Seriously Kelly? Audacy, Cumulus, and iHeart constantly skating near bankruptcy.
Name any media stock that's top of it's game. Just because a stock trades low, doesn't mean it's close to insolvency, no more than any station group success is measured by a single station' 6+ ratings.
It's not a growth industry, that's for sure.
Nope, hasn't been since 2007
From what I read here, and from some of your other posts, it sure sounds like you are considering it useless. Not only is AM not growing, it's withering, and not likely to come back.
Learning from the past, I'd say it's on a track similar to SW.
Well then, if there's no more space to migrate to FM, and no one buying radios, than why doesn't AM bite the bullet and migrate off the dial and onto the web already?
Most of the major syndicated shows carried on AM are also available on-line. Evolution of any media source isn't binary on/off. Eventually when the AM band ages-out completely and it simply can't support itself through advertising.
I threw the expansion idea as a bone, and most people here shoot that idea down like a Korean airliner over Russian airspace.
Where I live there are at least six places on the FM dial that simulcast Relevant radio. A true waste of a resource, as most could be heard throughout the market. Oh, of course they can be heard clearly online too. I guess all these stations are used for fundraising, and legal expenses for the Catholic church.
As it is with any public or religious radio. The more coverage, the better the chance you have to find donors. Religious radio groups are the only ones with free cash available these days to buy up stations. I've sold two of my stations to religious organizations.
It sounds like you want this both ways. If no one is buying radios, than who the hell is listening to terrestrial stations now anyway?
Nobody is buying radios, because they already have them, in their car, kitchen, wherever. Expanding the band means either consumers have to replace their existing radios to hear the new frontier, or like FM-HD, it takes 20+ years for 10% the general public to find it, when they eventually purchase a new car that has the expanded band. If you're a radio station owner who migrated to some expanded band, you can expect to have no listeners for potentially 10 to 20 years? Radio has become a bad enough business model anyway. Spending hundreds of thousands of millions to move to a band where nobody goes, is a terribly bad idea.
I realize that AI will be voicetracking. Maybe they can market to a certain AI demographic instead of people. Like 2001's 'Hal' from the Windows 98/XP/Vista era.
HAL from 2001 was from 1969. Windows XP/Vista was in the 90's. Please explain how AI will be voice-tracking. This should be interesting.
After a couple of decades, DAB, like HD here, isn't doing so well, or as intended. God love those Europeans and Australians for trying though.
But what you suggested was essentially a DAB model.
It's clear that the brightest minds aren't in terrestrial Radio or Television these days. Stevie Wonder can see that.
So, in your view, smartphones, streaming, or changing consumer habits have nothing to do with it?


### Exercise:
Take every line from the material that has the word "figure" in it.

### Records supplied:

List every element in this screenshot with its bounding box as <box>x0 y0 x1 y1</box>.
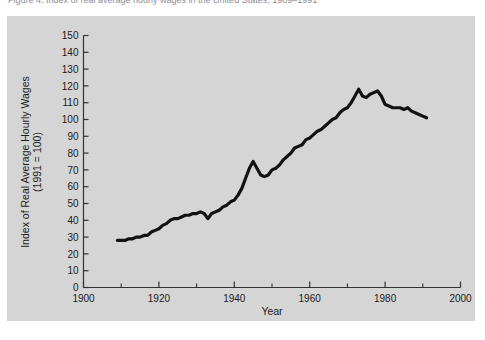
chart-axes <box>84 36 461 288</box>
line-chart: 0102030405060708090100110120130140150 19… <box>7 16 475 321</box>
y-tick-label: 150 <box>62 30 79 41</box>
y-tick-label: 70 <box>67 165 79 176</box>
y-tick-label: 80 <box>67 148 79 159</box>
y-tick-label: 90 <box>67 131 79 142</box>
y-axis-ticks: 0102030405060708090100110120130140150 <box>62 30 89 293</box>
y-tick-label: 10 <box>67 265 79 276</box>
x-axis-title: Year <box>261 305 283 317</box>
x-tick-label: 1920 <box>148 293 171 304</box>
y-tick-label: 120 <box>62 81 79 92</box>
y-tick-label: 60 <box>67 181 79 192</box>
x-tick-label: 1960 <box>299 293 322 304</box>
y-tick-label: 140 <box>62 47 79 58</box>
x-tick-label: 2000 <box>449 293 472 304</box>
y-axis-title-line2: (1991 = 100) <box>31 132 43 192</box>
figure-caption-text: Figure 4. Index of real average hourly w… <box>8 0 448 5</box>
y-tick-label: 50 <box>67 198 79 209</box>
figure-container: Figure 4. Index of real average hourly w… <box>0 0 485 340</box>
y-tick-label: 110 <box>63 97 79 108</box>
x-axis-ticks: 190019201940196019802000 <box>72 282 472 304</box>
wage-index-line <box>117 89 426 240</box>
y-tick-label: 30 <box>67 232 79 243</box>
y-axis-title-line1: Index of Real Average Hourly Wages <box>19 76 31 248</box>
y-tick-label: 0 <box>73 282 79 293</box>
x-tick-label: 1980 <box>374 293 397 304</box>
chart-panel: 0102030405060708090100110120130140150 19… <box>7 16 475 321</box>
x-tick-label: 1940 <box>223 293 246 304</box>
figure-caption: Figure 4. Index of real average hourly w… <box>8 0 448 6</box>
y-tick-label: 20 <box>67 249 79 260</box>
y-tick-label: 40 <box>67 215 79 226</box>
x-tick-label: 1900 <box>72 293 95 304</box>
y-tick-label: 130 <box>62 64 79 75</box>
y-axis-title: Index of Real Average Hourly Wages (1991… <box>19 76 43 248</box>
y-tick-label: 100 <box>62 114 79 125</box>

### Answer below:
figure-caption-text: Figure 4. Index of real average hourly w… <box>8 0 448 5</box>
figure-container: Figure 4. Index of real average hourly w… <box>0 0 485 340</box>
figure-caption: Figure 4. Index of real average hourly w… <box>8 0 448 6</box>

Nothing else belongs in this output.